SinoPac Financial Holdings Co (永豐金控) yesterday reported net income of NT$710 million (US$22.66 million) for last month, down 20.04 percent annually after it wrote off NT$300 million in bad debt.
The write-off was for a NT$400 million loan to dentistry supply-focused Ting Shing Trading Co Ltd (鼎興企業), SinoPac said.
The loan was part of NT$3.1 billion in uncollateralized loans among 13 domestic banks, SinoPac added.
SinoPac is also at risk of breaching the Banking Act (銀行法), as Ting Shing is operated by the son of a nephew of SinoPac Financial chairman Ho Shou-chuan (何壽川), company president Yu Kuo-chih (游國治) said.
The act prohibits banks from lending to parties that present a conflict of interest.
Yu said the company would improve its internal controls after it reported the oversight to the Financial Supervisory Commission.
SinoPac Financial’s second-quarter net income dropped 19.3 percent quarter-on-quarter to NT$280 million, with earnings per share of NT$0.17.
Barring the write-off, earnings recovery is set to recover from the first half amid inclement macroeconomic conditions in Taiwan and around the globe, the company said.

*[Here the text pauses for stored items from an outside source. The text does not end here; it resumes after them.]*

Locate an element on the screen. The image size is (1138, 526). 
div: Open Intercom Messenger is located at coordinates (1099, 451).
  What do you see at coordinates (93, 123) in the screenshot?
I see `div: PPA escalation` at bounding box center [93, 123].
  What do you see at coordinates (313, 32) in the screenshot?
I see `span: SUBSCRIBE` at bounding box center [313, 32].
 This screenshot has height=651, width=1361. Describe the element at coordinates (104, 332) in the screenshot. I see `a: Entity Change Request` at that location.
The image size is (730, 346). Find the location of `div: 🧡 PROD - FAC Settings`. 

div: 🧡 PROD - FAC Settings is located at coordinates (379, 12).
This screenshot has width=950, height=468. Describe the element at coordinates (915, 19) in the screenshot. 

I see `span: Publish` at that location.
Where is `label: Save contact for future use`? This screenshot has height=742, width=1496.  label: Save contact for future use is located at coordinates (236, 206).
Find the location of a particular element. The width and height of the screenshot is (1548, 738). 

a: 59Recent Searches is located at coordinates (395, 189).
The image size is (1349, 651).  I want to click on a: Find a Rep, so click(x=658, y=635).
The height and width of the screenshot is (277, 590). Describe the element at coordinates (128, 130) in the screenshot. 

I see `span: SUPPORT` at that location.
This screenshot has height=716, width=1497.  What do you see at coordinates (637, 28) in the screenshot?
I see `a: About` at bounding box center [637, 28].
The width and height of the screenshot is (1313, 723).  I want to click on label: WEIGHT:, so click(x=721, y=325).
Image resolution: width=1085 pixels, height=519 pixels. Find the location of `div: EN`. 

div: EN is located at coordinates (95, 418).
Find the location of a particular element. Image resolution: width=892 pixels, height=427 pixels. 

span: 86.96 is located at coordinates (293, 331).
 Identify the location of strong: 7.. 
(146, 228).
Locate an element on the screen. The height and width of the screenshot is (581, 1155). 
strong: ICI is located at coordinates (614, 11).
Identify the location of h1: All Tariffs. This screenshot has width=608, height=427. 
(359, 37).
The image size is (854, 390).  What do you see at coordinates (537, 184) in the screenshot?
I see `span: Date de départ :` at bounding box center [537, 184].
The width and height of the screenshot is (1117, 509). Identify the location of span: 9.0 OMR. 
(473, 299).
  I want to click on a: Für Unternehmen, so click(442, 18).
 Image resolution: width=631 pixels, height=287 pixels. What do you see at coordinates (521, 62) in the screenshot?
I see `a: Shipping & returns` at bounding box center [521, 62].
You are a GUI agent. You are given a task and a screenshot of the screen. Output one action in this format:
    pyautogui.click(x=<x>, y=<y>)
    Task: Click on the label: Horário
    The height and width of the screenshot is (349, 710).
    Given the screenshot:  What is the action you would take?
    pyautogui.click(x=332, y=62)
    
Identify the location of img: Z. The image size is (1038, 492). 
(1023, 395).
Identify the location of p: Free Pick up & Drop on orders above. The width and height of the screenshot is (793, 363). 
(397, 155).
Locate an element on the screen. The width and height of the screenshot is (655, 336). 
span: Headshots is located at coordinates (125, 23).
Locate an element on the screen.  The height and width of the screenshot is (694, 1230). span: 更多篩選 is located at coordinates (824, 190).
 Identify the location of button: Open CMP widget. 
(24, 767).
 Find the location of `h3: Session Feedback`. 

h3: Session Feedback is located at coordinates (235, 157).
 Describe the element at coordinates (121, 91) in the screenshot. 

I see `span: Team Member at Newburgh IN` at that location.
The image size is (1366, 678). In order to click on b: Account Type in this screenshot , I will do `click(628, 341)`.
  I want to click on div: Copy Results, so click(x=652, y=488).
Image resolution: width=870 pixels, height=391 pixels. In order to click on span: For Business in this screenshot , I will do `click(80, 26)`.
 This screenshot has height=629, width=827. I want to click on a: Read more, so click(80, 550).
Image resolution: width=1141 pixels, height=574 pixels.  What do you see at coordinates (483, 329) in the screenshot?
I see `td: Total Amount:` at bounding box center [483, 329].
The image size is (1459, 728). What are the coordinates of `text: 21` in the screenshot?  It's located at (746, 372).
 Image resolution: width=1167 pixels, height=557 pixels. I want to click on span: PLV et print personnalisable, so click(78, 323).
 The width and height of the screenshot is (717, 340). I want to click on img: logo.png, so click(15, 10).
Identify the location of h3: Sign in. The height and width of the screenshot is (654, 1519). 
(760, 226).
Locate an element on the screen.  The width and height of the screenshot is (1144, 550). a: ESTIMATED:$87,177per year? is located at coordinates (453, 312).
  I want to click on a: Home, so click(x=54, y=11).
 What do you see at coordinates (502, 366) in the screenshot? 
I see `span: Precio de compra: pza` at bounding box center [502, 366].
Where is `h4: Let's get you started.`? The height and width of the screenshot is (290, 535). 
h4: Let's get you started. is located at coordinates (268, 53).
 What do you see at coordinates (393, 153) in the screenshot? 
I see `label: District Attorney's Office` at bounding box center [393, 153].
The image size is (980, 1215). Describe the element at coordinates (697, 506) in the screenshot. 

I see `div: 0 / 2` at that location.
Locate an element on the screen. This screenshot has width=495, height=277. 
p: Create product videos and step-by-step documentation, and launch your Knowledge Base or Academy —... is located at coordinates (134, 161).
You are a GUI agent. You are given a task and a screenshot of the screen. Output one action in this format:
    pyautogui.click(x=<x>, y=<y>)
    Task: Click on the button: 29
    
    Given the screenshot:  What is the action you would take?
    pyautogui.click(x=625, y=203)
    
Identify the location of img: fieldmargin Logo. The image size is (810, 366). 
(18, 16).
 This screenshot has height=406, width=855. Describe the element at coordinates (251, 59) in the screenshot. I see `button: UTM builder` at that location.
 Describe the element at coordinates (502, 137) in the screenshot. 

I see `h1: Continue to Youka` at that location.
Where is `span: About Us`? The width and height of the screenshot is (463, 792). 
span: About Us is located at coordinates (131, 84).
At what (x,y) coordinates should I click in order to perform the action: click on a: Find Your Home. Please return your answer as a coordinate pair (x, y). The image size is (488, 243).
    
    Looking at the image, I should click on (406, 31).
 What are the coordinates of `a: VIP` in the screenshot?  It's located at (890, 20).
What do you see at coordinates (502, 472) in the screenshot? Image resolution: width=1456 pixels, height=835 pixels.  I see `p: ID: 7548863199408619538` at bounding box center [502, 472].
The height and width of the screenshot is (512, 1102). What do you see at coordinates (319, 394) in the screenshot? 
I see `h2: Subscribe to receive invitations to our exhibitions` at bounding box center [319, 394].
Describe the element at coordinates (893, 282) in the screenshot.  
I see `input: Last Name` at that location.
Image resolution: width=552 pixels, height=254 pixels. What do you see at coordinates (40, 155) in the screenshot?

Bank SinoPac (永豐銀行), the flagship of the bank-focused conglomerate, saw its non-performing loan ratio during the April-to-June period worsen to 0.33 percent, compared with 0.21 percent a year earlier.
Bank SinoPac president Michael Chang (張晉源) said that the company’s lending exposure would inevitably continue rising in China as it implements sweeping reforms aimed at curbing excessive leverage utilization and production capacity.
“We expect a chain reaction of loan defaults. Setbacks by a single company would likely spread to others in the sector across all levels of the supply chain,” Chang said.